MORE than 100,000 children could be caught up in the asylum backlog, says a report from Barnardo’s.
The charity estimates that, since 2002, some 40,000 children have arrived or been born in the UK in asylum-seeking families. Some cases go back ten years, and the issue has received little attention from policy makers, says the charity. “These children should be treated as children first and asylum-seekers or refugees second. They have all the same needs other children have.”
The report, Like Any Other Child, describes them as living in temporary accommodation “with no say about where they live or how long they will stay in an area, and no control over the conditions in which they have to live”.
The Government’s pledge to halve the number of children in poverty by 2010-11 and to eradicate child poverty altogether by 2020 does not apply to the children of asylum-seekers, the report says.
It emphasises that asylum legislation over the past 15 years has increasingly restricted asylum-seekers’ access to support, while their numbers have continued to fall. “Quite simply, we can afford to treat the relatively small number of families who arrive in the UK to seek asylum more humanely.”
Case studies in the report describe the distress suffered by children in these circumstances, especially where families have been detained. Since March 2007, all new asylum applications have been processed using the New Asylum Model (NAM), which Barnardo’s welcomes; but the approach to families and children could be more compassionate, it says.
It calls for their cases to be allocated specially trained case-owners, as already happens for unaccompanied children. The report also recommends that, in clearing the backlog, the Government should take into account the needs of children who have lived for several years in the UK or who have been born here.
The report recommends that asylum-seekers be allowed to apply for permission to work if they have waited more than six months for their application to be finally determined, where the delay is not their fault, and that all asylum-seekers should be entitled to the same benefits as other claimants in the UK, or to equivalent levels of support, including allowances for children.
“We think that it is both inhumane and ineffective to use, as tools of asylum policy, the threat of destitution and of taking children into care because their parents cannot then support them. Section 9 should be repealed.”
The report highlights concerns over the humiliation suffered by families using vouchers in supermarkets, and the poor state of accommodation. One interviewee described a house “infested with cockroaches”.
The report also expresses concerns over racial harassment, and recommends not housing the children of asylum-seekers in areas where there is reason to believe that their presence will “aggravate community tensions”. Disruption to schooling is also discussed.
The recommendations aim at “ensuring that every child in the UK matters, regardless of their immigration status”.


What to do
Word for word, output the data, with none of its pictures.

___ Data for processing ___

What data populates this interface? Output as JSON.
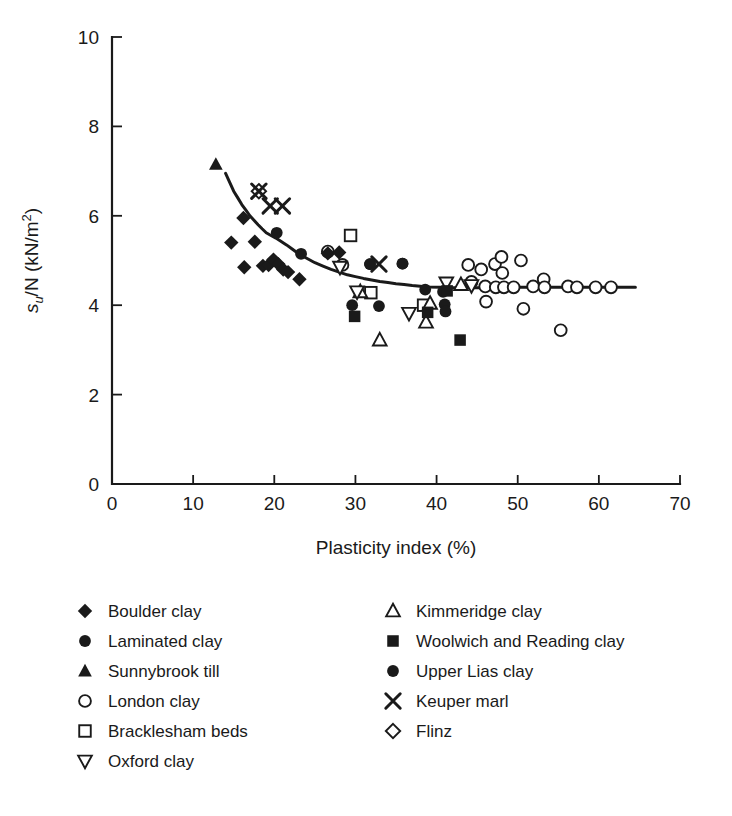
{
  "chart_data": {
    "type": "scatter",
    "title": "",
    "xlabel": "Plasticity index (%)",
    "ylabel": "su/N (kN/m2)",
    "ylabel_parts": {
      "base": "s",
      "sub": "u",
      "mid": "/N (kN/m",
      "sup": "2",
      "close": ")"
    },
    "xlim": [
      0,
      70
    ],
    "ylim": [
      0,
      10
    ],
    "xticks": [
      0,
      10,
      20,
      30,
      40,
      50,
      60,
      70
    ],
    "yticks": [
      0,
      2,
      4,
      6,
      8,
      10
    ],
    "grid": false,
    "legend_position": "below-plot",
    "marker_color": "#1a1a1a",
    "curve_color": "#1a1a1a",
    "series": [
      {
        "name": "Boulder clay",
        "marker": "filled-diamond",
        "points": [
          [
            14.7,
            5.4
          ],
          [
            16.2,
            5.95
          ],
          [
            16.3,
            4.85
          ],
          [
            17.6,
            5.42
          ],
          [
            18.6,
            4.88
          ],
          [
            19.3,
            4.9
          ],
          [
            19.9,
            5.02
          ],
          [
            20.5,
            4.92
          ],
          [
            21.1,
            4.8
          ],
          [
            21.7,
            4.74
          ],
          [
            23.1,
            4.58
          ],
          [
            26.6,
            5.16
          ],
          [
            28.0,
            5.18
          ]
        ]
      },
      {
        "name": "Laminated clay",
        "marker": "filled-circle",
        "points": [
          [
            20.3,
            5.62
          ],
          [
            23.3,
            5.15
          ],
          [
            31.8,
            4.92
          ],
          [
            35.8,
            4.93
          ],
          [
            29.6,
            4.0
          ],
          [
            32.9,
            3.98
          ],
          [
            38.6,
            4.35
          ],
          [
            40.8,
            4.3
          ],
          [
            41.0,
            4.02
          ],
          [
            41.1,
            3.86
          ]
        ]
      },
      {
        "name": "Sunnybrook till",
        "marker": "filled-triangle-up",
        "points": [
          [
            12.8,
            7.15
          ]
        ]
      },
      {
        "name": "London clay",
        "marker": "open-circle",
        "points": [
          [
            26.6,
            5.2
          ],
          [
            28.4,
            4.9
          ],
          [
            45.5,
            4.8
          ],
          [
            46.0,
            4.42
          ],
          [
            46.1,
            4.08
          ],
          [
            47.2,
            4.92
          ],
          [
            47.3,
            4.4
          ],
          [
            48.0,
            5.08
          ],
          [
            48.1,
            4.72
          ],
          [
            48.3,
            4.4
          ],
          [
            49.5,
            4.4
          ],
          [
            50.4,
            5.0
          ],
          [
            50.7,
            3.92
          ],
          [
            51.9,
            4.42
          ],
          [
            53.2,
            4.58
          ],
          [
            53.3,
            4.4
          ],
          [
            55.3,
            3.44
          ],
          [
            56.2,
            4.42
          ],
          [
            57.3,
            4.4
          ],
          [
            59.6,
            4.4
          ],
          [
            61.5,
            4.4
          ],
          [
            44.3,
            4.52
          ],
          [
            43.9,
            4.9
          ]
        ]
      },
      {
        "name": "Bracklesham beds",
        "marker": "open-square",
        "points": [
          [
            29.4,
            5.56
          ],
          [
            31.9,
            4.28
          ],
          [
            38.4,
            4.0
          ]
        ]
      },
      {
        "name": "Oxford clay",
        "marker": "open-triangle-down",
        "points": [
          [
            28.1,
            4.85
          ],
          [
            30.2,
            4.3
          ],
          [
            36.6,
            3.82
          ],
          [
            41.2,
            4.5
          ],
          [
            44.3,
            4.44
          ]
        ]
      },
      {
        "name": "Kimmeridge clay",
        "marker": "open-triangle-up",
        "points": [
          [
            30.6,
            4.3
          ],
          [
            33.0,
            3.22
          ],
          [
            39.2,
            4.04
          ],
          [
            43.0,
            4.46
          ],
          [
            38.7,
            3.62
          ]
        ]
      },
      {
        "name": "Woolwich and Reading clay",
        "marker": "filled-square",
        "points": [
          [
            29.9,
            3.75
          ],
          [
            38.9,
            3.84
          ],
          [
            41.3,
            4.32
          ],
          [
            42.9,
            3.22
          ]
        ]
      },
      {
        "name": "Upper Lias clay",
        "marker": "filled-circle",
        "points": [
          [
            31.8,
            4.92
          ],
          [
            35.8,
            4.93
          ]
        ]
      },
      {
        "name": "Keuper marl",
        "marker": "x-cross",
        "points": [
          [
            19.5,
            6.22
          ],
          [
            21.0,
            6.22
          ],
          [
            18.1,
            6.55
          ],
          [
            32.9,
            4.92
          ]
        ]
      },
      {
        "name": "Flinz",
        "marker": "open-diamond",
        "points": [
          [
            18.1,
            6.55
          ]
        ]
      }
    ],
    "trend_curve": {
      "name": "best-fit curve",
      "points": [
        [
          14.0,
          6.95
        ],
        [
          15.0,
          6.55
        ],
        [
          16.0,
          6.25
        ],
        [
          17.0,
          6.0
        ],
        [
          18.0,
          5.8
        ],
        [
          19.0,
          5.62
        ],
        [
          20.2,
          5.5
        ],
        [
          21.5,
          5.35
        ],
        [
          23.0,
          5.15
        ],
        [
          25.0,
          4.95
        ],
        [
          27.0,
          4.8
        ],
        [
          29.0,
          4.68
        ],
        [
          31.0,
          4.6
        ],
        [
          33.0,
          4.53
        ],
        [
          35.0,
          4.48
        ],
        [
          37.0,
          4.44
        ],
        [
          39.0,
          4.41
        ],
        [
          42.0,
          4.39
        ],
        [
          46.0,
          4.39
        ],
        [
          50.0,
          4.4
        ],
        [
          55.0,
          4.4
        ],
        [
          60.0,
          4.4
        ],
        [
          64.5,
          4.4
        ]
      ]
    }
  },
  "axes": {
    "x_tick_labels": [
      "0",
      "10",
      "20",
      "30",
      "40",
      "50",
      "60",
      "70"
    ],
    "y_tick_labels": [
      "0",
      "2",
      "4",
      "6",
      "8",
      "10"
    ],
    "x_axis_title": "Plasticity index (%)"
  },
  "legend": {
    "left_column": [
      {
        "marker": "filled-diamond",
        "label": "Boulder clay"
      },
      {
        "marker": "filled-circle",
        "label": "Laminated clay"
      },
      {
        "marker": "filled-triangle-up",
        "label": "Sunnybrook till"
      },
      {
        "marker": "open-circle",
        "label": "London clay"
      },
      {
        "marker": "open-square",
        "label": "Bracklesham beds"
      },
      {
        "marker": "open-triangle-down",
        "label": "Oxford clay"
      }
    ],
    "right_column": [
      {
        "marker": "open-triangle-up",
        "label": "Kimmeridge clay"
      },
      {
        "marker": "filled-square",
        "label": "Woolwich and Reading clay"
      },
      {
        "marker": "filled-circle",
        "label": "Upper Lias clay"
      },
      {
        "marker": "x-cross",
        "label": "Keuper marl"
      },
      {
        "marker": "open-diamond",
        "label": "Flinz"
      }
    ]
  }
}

___

Response area
What data populates this interface? Output as JSON.
{
  "chart_data": {
    "type": "scatter",
    "title": "",
    "xlabel": "Plasticity index (%)",
    "ylabel": "su/N (kN/m2)",
    "ylabel_parts": {
      "base": "s",
      "sub": "u",
      "mid": "/N (kN/m",
      "sup": "2",
      "close": ")"
    },
    "xlim": [
      0,
      70
    ],
    "ylim": [
      0,
      10
    ],
    "xticks": [
      0,
      10,
      20,
      30,
      40,
      50,
      60,
      70
    ],
    "yticks": [
      0,
      2,
      4,
      6,
      8,
      10
    ],
    "grid": false,
    "legend_position": "below-plot",
    "marker_color": "#1a1a1a",
    "curve_color": "#1a1a1a",
    "series": [
      {
        "name": "Boulder clay",
        "marker": "filled-diamond",
        "points": [
          [
            14.7,
            5.4
          ],
          [
            16.2,
            5.95
          ],
          [
            16.3,
            4.85
          ],
          [
            17.6,
            5.42
          ],
          [
            18.6,
            4.88
          ],
          [
            19.3,
            4.9
          ],
          [
            19.9,
            5.02
          ],
          [
            20.5,
            4.92
          ],
          [
            21.1,
            4.8
          ],
          [
            21.7,
            4.74
          ],
          [
            23.1,
            4.58
          ],
          [
            26.6,
            5.16
          ],
          [
            28.0,
            5.18
          ]
        ]
      },
      {
        "name": "Laminated clay",
        "marker": "filled-circle",
        "points": [
          [
            20.3,
            5.62
          ],
          [
            23.3,
            5.15
          ],
          [
            31.8,
            4.92
          ],
          [
            35.8,
            4.93
          ],
          [
            29.6,
            4.0
          ],
          [
            32.9,
            3.98
          ],
          [
            38.6,
            4.35
          ],
          [
            40.8,
            4.3
          ],
          [
            41.0,
            4.02
          ],
          [
            41.1,
            3.86
          ]
        ]
      },
      {
        "name": "Sunnybrook till",
        "marker": "filled-triangle-up",
        "points": [
          [
            12.8,
            7.15
          ]
        ]
      },
      {
        "name": "London clay",
        "marker": "open-circle",
        "points": [
          [
            26.6,
            5.2
          ],
          [
            28.4,
            4.9
          ],
          [
            45.5,
            4.8
          ],
          [
            46.0,
            4.42
          ],
          [
            46.1,
            4.08
          ],
          [
            47.2,
            4.92
          ],
          [
            47.3,
            4.4
          ],
          [
            48.0,
            5.08
          ],
          [
            48.1,
            4.72
          ],
          [
            48.3,
            4.4
          ],
          [
            49.5,
            4.4
          ],
          [
            50.4,
            5.0
          ],
          [
            50.7,
            3.92
          ],
          [
            51.9,
            4.42
          ],
          [
            53.2,
            4.58
          ],
          [
            53.3,
            4.4
          ],
          [
            55.3,
            3.44
          ],
          [
            56.2,
            4.42
          ],
          [
            57.3,
            4.4
          ],
          [
            59.6,
            4.4
          ],
          [
            61.5,
            4.4
          ],
          [
            44.3,
            4.52
          ],
          [
            43.9,
            4.9
          ]
        ]
      },
      {
        "name": "Bracklesham beds",
        "marker": "open-square",
        "points": [
          [
            29.4,
            5.56
          ],
          [
            31.9,
            4.28
          ],
          [
            38.4,
            4.0
          ]
        ]
      },
      {
        "name": "Oxford clay",
        "marker": "open-triangle-down",
        "points": [
          [
            28.1,
            4.85
          ],
          [
            30.2,
            4.3
          ],
          [
            36.6,
            3.82
          ],
          [
            41.2,
            4.5
          ],
          [
            44.3,
            4.44
          ]
        ]
      },
      {
        "name": "Kimmeridge clay",
        "marker": "open-triangle-up",
        "points": [
          [
            30.6,
            4.3
          ],
          [
            33.0,
            3.22
          ],
          [
            39.2,
            4.04
          ],
          [
            43.0,
            4.46
          ],
          [
            38.7,
            3.62
          ]
        ]
      },
      {
        "name": "Woolwich and Reading clay",
        "marker": "filled-square",
        "points": [
          [
            29.9,
            3.75
          ],
          [
            38.9,
            3.84
          ],
          [
            41.3,
            4.32
          ],
          [
            42.9,
            3.22
          ]
        ]
      },
      {
        "name": "Upper Lias clay",
        "marker": "filled-circle",
        "points": [
          [
            31.8,
            4.92
          ],
          [
            35.8,
            4.93
          ]
        ]
      },
      {
        "name": "Keuper marl",
        "marker": "x-cross",
        "points": [
          [
            19.5,
            6.22
          ],
          [
            21.0,
            6.22
          ],
          [
            18.1,
            6.55
          ],
          [
            32.9,
            4.92
          ]
        ]
      },
      {
        "name": "Flinz",
        "marker": "open-diamond",
        "points": [
          [
            18.1,
            6.55
          ]
        ]
      }
    ],
    "trend_curve": {
      "name": "best-fit curve",
      "points": [
        [
          14.0,
          6.95
        ],
        [
          15.0,
          6.55
        ],
        [
          16.0,
          6.25
        ],
        [
          17.0,
          6.0
        ],
        [
          18.0,
          5.8
        ],
        [
          19.0,
          5.62
        ],
        [
          20.2,
          5.5
        ],
        [
          21.5,
          5.35
        ],
        [
          23.0,
          5.15
        ],
        [
          25.0,
          4.95
        ],
        [
          27.0,
          4.8
        ],
        [
          29.0,
          4.68
        ],
        [
          31.0,
          4.6
        ],
        [
          33.0,
          4.53
        ],
        [
          35.0,
          4.48
        ],
        [
          37.0,
          4.44
        ],
        [
          39.0,
          4.41
        ],
        [
          42.0,
          4.39
        ],
        [
          46.0,
          4.39
        ],
        [
          50.0,
          4.4
        ],
        [
          55.0,
          4.4
        ],
        [
          60.0,
          4.4
        ],
        [
          64.5,
          4.4
        ]
      ]
    }
  },
  "axes": {
    "x_tick_labels": [
      "0",
      "10",
      "20",
      "30",
      "40",
      "50",
      "60",
      "70"
    ],
    "y_tick_labels": [
      "0",
      "2",
      "4",
      "6",
      "8",
      "10"
    ],
    "x_axis_title": "Plasticity index (%)"
  },
  "legend": {
    "left_column": [
      {
        "marker": "filled-diamond",
        "label": "Boulder clay"
      },
      {
        "marker": "filled-circle",
        "label": "Laminated clay"
      },
      {
        "marker": "filled-triangle-up",
        "label": "Sunnybrook till"
      },
      {
        "marker": "open-circle",
        "label": "London clay"
      },
      {
        "marker": "open-square",
        "label": "Bracklesham beds"
      },
      {
        "marker": "open-triangle-down",
        "label": "Oxford clay"
      }
    ],
    "right_column": [
      {
        "marker": "open-triangle-up",
        "label": "Kimmeridge clay"
      },
      {
        "marker": "filled-square",
        "label": "Woolwich and Reading clay"
      },
      {
        "marker": "filled-circle",
        "label": "Upper Lias clay"
      },
      {
        "marker": "x-cross",
        "label": "Keuper marl"
      },
      {
        "marker": "open-diamond",
        "label": "Flinz"
      }
    ]
  }
}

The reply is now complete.